Text Information Management and Analysis Group |
Computationally modeling a user of an intelligent system is required in order to optimize the system's service to the user. If we are to optimize the collaboration of an intelligent system with a user, the objective function to be optimized by the system must include a mathematical description of the user the system intends to interact with, including modeling many aspects of the user, including, e.g., the user's task, the user's need, the user's preferences, the user's context, the user's cognitive state, and how the user would respond to various interactions provided by the system. Clearly, in order for a system to provide effective personalized service to each individual user, it has to not only model the "average user", but also model the variations of users so as to obtain an accurate mathematical model of each individual user in each interaction context.
Due to limited research on user modeling and user simulation, in the development of current generation of intelligent systems, we generally have to make many unrealistic simplification assumptions about the users to enable formalization of the interaction problem and make optimization of interaction with users tractable. The next-generation intelligent systems must use more sophisticated user models for optimizing their interaction with users, ideally in a personalized and adaptive way. This requires new research on user modeling and user simulation. User modeling and simulation are closely related because a computational model of a user would allow us to build a user simulator to simulate how a user would behave when interacting with a system, whereas a user simulator can be regarded as defining a (complete) user model computationally.
Our interest in user modeling and simulation is also due to the need for user simulators in evaluating interactive intelligent systems with reproducible experiments. The current evaluation methods used for evaluating many empirically defined tasks (e.g., many information retrieval, machine learning, and natural language processing tasks) are generally based on the Cranfield Evaluation Methodology developed by information retrieval researchers in the 1960s, where they introduced the widely known measures such as Precision and Recall (see Cleverdon's Cranfield paper) and suggested a test collection can be reused to evaluate effectiveness of any component in a system and produce reproducible experiment results.
However, a limitation of the traditional test collection-based evaluation method is that it cannot be used to evaluate interactive systems, which are often evaluated via small-scale user studies or online A/B testing. However, when a real user is used for evaluating an interactive system, the experiment results would not be reproducible because after a user interacted with a system to perform a task, the user's cognitive state would have changed and thus even if the same user could interact with another system to perform the same task, the behavior of the user would not be exactly the same as that of the user when performing the task firs time. It is thus clear that in order to obtain reproducible experiment results, we must control the user in some way, and user simulation allows us to achieve this goal. With a user simulator, any system can be evaluated by having the system interact with a simulated user and measuring the overall performance of the system in terms of the task completion and effort made by the user.
We are especially interested in developing interpretable user simulators because such user simulators have parameters that can be interpreted meaningfully as reflecting natural variations of real users. This enables us to vary the parameters of a simulator to simulate many different users. Another benefit of interpretable user simulators is that they can be used to analyze the behavior of real users by fitting a user model (user simulator) to the observsed behaviors of a user to obtain the estimated parameter values, which can then be interpreted to understand the user's behavior.
Finally, user simulation can also be leveraged to generate synthetic data for training machine learning algorithms, especially reinforcement learning algorithms for optimizing an interactive system.
Our work in this area was mainly done by Sahiti Labhishetty in her dissertation, which includes simulation of query formulation using a Precision-Recall-Effort optimization framework, simulation of cognitive user behavior for E-Commerce search users, evaluation of user simulators using a Tester-based approach (see Sahiti's publication page for more information). This ACM ICTIR 2017 paper laid out the fotheoretical undation for using user simulation for evaluation of interactive systems.
For more information about our research in this area, check out ChengXiang Zhai's keynote talk at NTCIR 16 (2022) on "Information Retrieval Evaluation as Search Simulation"
Also, check out the book (draft) on User Simulation for Evaluating Information Access Systems by Krisztian Balog and ChengXiang Zhai.
Our current work on user modeling and simulation is mostly in the context of Research Strand 2 of the INVITE Institute (funded as one of the NSF AI Institutes).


» **Activity**: Only lines with the word "Tasks" are wanted; copy each of them from the listing below.

» **Record excerpts**:
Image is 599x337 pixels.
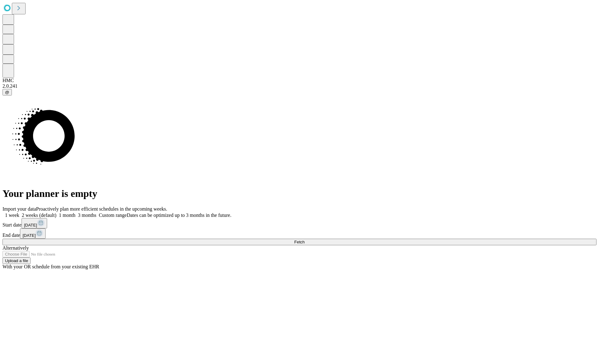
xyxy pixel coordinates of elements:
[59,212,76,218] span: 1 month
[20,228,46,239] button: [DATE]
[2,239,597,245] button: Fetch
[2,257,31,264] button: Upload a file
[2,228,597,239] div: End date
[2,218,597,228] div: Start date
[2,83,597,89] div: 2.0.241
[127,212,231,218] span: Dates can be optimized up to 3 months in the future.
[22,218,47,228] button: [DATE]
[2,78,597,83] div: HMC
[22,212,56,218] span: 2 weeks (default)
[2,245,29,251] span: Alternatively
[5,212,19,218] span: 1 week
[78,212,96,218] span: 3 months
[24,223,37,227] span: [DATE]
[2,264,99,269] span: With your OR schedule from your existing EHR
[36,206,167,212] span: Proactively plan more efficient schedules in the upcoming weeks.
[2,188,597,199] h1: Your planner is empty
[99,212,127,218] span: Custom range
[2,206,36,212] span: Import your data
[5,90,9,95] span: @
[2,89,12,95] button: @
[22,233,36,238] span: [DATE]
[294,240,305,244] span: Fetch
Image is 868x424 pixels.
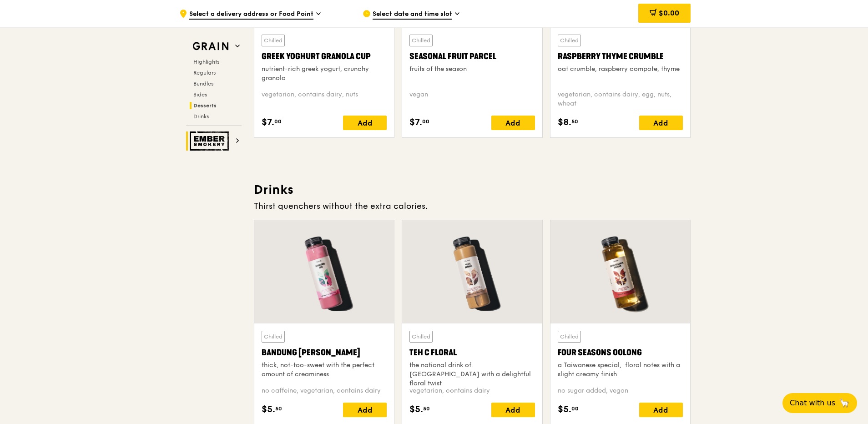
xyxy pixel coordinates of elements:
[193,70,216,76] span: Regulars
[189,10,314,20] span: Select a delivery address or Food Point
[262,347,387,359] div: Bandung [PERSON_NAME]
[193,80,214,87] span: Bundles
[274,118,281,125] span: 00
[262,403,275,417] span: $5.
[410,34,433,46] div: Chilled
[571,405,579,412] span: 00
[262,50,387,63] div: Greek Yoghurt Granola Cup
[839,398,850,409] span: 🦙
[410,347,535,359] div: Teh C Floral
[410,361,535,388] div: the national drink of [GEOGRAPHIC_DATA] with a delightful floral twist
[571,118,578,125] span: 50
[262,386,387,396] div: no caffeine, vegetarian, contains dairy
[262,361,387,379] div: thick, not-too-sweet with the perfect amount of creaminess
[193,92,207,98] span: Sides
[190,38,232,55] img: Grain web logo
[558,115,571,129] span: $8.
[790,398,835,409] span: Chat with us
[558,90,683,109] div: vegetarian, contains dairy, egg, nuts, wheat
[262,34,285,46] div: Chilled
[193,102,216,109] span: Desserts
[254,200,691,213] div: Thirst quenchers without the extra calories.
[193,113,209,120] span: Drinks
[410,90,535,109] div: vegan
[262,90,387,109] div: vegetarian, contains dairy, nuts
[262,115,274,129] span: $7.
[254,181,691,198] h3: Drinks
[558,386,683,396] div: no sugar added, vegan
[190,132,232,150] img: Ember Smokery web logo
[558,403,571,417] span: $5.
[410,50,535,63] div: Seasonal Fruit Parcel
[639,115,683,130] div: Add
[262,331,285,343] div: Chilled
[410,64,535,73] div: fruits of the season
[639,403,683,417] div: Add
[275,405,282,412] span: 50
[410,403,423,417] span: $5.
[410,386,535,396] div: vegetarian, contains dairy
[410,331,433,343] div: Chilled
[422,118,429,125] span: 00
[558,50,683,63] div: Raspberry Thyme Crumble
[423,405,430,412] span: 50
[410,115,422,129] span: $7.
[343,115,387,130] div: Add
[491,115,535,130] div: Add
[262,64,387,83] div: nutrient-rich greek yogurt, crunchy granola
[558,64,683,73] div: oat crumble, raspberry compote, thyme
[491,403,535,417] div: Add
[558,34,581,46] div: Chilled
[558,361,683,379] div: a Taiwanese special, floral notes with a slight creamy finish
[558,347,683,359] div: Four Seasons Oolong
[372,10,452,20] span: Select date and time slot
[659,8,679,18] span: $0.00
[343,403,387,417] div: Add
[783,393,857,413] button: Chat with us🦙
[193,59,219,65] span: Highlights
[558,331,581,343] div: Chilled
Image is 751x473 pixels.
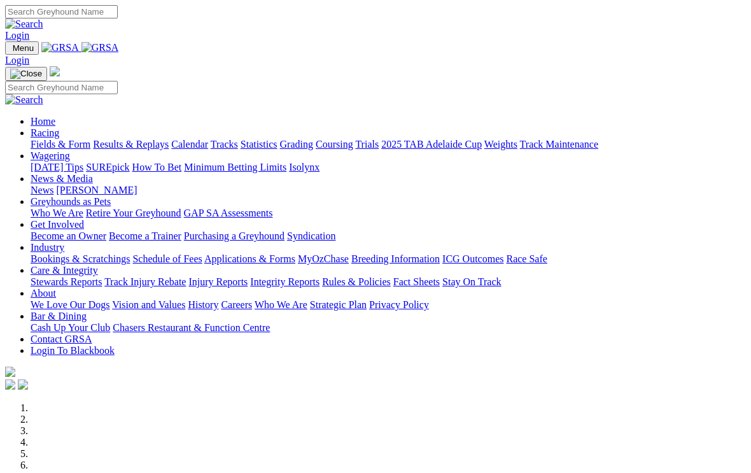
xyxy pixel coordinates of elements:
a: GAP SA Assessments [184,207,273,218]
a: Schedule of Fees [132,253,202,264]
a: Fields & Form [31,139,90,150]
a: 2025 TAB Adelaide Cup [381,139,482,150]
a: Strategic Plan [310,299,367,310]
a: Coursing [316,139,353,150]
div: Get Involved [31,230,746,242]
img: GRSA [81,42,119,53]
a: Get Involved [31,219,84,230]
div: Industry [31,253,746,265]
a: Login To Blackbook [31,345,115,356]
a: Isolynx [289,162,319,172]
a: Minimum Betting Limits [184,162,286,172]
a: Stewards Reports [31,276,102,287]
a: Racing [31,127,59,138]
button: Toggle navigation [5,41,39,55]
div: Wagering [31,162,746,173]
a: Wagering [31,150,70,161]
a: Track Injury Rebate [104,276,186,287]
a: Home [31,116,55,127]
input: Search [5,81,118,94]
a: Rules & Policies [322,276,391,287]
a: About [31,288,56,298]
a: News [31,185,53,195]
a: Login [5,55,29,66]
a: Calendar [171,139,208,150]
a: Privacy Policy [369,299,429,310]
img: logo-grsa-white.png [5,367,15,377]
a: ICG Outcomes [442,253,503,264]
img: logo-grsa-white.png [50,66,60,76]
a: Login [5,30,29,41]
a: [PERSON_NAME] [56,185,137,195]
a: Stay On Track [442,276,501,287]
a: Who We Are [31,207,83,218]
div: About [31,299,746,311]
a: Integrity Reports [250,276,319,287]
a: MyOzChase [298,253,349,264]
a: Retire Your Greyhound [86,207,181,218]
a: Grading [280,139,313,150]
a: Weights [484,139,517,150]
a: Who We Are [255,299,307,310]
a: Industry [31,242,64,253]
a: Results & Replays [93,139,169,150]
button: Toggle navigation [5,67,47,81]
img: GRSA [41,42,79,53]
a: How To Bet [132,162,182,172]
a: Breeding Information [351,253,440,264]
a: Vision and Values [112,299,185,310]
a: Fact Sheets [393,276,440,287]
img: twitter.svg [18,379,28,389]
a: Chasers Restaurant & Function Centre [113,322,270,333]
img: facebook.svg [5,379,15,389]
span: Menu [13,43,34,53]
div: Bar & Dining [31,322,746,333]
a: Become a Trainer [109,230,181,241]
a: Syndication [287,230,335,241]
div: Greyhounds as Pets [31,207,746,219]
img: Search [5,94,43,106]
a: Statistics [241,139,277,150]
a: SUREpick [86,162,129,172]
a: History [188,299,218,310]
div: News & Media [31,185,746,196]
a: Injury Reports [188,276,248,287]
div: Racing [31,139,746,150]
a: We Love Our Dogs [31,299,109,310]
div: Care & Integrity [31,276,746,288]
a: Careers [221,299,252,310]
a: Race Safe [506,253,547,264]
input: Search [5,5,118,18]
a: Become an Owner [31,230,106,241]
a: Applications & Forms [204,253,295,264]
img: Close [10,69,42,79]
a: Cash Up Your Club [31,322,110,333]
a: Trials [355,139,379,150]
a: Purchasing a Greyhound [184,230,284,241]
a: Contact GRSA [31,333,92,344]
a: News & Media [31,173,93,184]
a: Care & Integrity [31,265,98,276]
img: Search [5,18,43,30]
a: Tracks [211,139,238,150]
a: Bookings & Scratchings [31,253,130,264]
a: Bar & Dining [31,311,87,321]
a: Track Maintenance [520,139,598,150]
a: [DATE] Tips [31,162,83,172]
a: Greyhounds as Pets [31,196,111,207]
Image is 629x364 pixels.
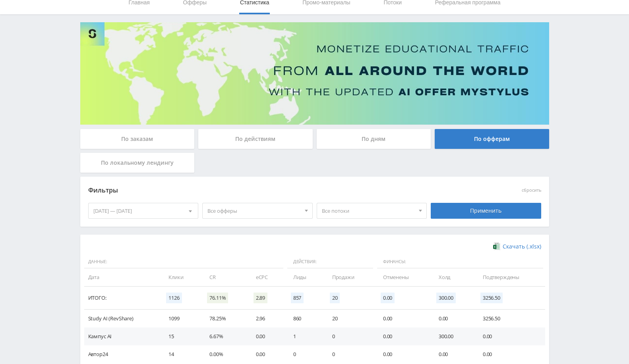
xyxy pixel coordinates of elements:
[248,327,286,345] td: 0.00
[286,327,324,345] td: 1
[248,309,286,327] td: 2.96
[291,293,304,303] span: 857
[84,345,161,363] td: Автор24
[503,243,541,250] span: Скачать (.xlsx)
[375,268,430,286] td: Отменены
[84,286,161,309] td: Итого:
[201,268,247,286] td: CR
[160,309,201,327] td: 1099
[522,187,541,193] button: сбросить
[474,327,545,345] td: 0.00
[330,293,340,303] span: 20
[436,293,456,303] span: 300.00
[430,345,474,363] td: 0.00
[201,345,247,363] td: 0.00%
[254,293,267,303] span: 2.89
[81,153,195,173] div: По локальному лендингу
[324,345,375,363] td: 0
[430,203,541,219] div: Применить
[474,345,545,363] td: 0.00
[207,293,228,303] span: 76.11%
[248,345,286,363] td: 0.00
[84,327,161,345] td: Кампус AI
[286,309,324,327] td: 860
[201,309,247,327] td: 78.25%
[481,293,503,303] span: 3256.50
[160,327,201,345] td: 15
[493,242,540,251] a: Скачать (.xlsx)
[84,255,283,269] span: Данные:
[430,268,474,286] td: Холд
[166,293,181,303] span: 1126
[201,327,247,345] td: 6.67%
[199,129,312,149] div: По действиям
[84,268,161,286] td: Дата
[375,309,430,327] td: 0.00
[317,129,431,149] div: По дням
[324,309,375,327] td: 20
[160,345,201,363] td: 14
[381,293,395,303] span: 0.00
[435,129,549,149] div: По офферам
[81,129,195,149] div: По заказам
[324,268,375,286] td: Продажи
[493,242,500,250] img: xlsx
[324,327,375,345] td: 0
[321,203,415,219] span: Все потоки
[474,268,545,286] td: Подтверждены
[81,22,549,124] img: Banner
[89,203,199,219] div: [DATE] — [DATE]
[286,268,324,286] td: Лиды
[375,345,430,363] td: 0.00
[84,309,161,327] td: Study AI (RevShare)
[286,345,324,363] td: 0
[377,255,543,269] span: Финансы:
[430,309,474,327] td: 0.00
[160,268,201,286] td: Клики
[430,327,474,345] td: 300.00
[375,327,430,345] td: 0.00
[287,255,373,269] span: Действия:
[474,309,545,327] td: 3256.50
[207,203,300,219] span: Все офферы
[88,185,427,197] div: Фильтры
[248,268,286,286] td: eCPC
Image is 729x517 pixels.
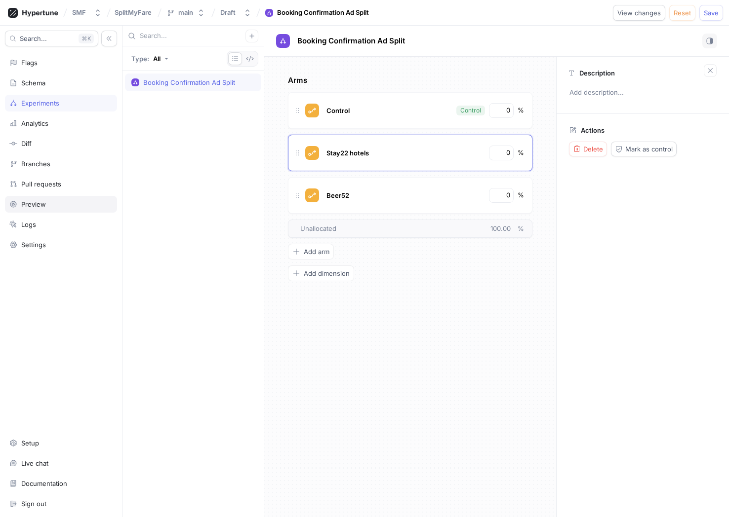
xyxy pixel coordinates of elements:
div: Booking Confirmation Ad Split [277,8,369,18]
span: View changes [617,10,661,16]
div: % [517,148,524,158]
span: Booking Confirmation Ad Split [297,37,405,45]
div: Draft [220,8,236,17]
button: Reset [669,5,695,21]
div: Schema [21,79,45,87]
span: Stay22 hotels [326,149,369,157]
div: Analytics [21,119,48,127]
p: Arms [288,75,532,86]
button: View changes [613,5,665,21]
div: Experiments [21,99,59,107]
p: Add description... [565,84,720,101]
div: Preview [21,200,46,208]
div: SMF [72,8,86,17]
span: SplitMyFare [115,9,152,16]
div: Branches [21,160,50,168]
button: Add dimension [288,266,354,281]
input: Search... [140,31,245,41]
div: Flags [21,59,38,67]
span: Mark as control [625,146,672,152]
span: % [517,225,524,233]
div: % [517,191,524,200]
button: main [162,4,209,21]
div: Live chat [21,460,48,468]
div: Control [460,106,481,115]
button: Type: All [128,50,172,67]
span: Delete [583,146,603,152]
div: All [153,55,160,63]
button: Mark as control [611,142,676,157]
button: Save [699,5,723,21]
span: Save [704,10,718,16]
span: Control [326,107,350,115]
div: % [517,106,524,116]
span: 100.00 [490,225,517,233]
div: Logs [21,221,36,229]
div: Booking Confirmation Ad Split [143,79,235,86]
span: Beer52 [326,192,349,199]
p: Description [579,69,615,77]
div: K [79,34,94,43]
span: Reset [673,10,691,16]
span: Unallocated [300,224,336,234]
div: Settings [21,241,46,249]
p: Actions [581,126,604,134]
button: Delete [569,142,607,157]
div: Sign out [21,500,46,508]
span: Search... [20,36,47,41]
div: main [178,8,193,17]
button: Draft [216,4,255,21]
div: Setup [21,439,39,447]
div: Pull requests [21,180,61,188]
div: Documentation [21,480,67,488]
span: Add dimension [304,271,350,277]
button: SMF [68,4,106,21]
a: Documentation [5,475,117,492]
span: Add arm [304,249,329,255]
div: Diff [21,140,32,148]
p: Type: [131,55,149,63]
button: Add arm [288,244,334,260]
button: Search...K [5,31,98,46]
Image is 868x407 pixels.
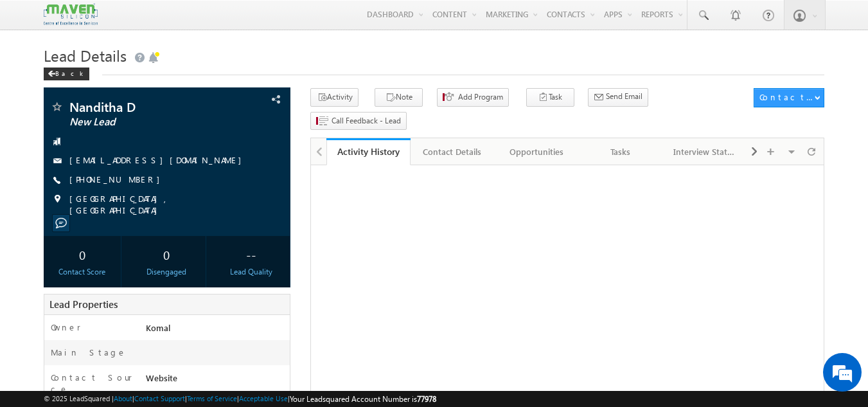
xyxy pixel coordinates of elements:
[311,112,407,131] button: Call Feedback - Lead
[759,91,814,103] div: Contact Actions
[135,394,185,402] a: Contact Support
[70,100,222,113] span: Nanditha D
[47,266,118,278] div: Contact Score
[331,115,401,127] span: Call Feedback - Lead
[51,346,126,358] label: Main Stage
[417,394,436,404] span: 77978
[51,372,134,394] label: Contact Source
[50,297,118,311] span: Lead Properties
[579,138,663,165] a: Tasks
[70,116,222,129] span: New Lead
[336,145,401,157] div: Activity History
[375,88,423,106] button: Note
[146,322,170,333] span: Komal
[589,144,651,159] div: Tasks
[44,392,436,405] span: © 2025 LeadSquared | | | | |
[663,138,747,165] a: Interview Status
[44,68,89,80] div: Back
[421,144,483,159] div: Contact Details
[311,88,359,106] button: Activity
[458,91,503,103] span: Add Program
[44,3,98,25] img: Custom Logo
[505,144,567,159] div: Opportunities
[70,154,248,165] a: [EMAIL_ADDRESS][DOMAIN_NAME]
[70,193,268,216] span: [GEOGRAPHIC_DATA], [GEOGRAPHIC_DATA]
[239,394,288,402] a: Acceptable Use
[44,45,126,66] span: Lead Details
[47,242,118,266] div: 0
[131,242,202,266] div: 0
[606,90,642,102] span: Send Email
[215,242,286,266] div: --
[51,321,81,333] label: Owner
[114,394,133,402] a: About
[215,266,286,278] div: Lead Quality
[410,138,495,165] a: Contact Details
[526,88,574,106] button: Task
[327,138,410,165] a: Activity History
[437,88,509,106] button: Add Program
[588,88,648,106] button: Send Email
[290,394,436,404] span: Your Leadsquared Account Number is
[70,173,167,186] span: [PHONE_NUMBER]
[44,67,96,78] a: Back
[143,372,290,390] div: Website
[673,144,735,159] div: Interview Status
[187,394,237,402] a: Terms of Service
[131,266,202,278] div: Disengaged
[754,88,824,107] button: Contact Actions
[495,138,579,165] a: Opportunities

» **Your response**:
[579,138,663,165] a: Tasks
[589,144,651,159] div: Tasks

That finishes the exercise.